A Deep Dive into the Presbyterian Church in America
PCA folks, it’s your moment — few denominations punch above their weight online like you do. I’ve tweeted about this before, but you all play an outsized role in the online discourse about American Protestant Christianity. To celebrate that, I just did a pretty deep dive into the statistical data released by the Presbyterian Church in America. Thanks to their meticulous
That same disconnect exists in academic research on religion, too. There’s a huge gap between what pastors and denominational leaders want to know and what academics are interested in studying.
Today, I want to try—at least in my own small way—to build a rickety bridge across that divide. I’m going to dig into two things every church cares about: money and leadership.
Using the detailed data provided by the Presbyterian Church in America (PCA), I’ll give you a general sense of what a “normal” church looks like for its size along a few key dimensions.
For instance: how many people should be in formal leadership roles?
In the PCA, there are two offices—deacons and elders. Elders handle teaching and governance. A pastor is an elder, for instance, but there are also ruling elders who serve on the Session (the church’s governing body) without ever stepping behind a pulpit.
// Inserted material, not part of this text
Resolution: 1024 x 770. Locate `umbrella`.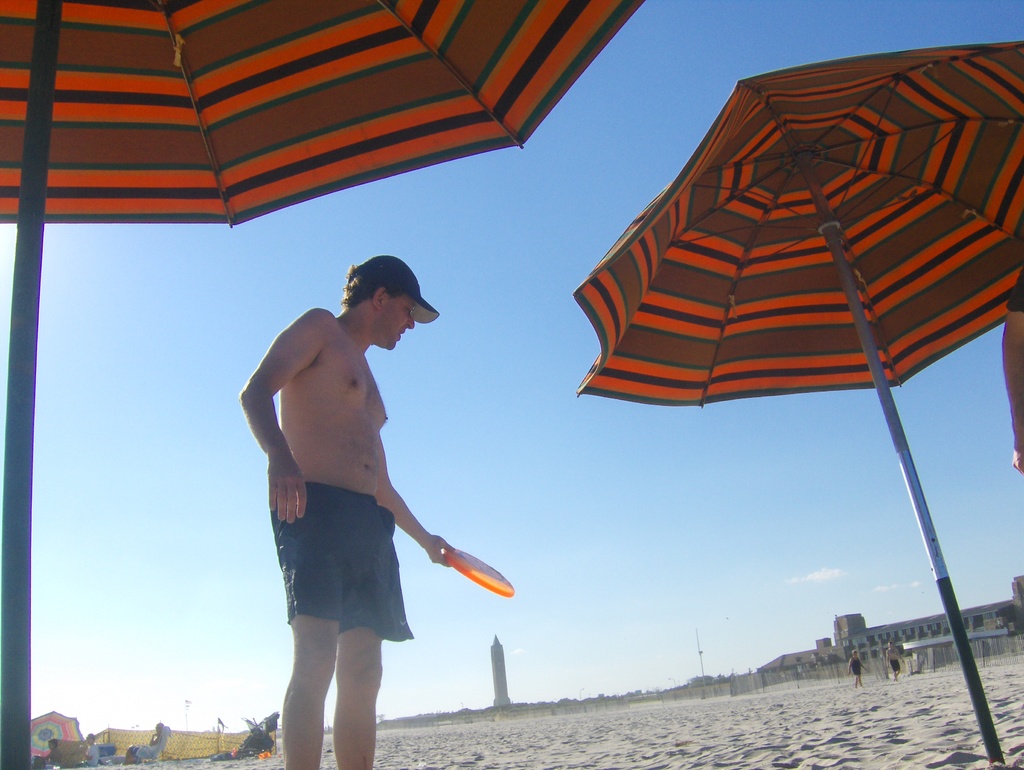
[0, 0, 640, 769].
Deacons, on the other hand, focus on “mercy ministry” and maintaining the property—pretty similar to how the term is used in many Baptist churches.
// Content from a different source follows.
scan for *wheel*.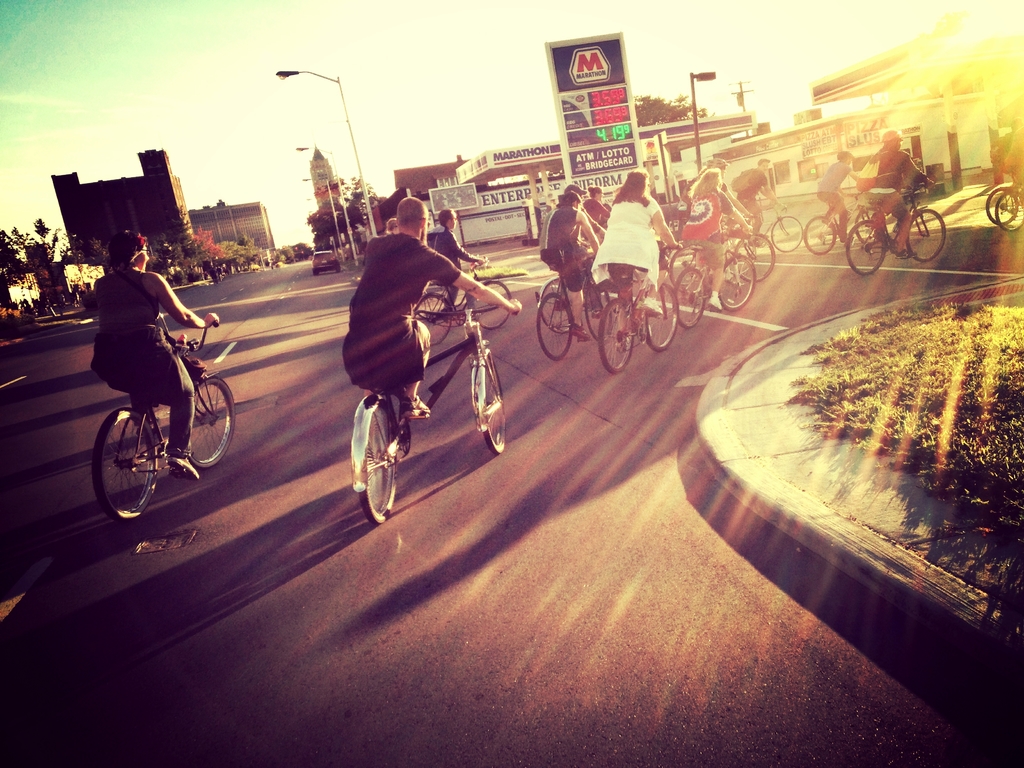
Scan result: x1=804 y1=214 x2=836 y2=257.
So, how many deacons and elders does the average PCA church have? To answer that, we need to break things down by church size.
In the very smallest churches, you’ll usually find about three people serving in formal leadership roles. That number rises to around four deacons and elders in churches with 26–50 members. As congregations grow, leadership naturally expands with them. A church with 100–250 members averages about ten leaders, and among the largest PCA churches, that number climbs to roughly 37.
What really stands out to me is how consistent the ratio between deacons and elders stays, no matter the size of the church. For every one deacon, there’s one elder. It’s a near-perfect 50/50 split that barely wobbles across the entire dataset.
Then I wanted to answer a simple, practical question: How many new members does a church typically need before it adds someone to formal leadership?
Across the entire sample, the average church has one leader for every twenty members. That’s the quick “one-number” answer—but honestly, I’m not sure how useful it is.
In the last church I pastored, for example, attendance went from about 50 people in 2006 down to a dozen by 2024. Near the end, we used to joke that half our members were on the church council—and that wasn’t much of an exaggeration. These ratios can vary wildly depending on the size and season of a congregation.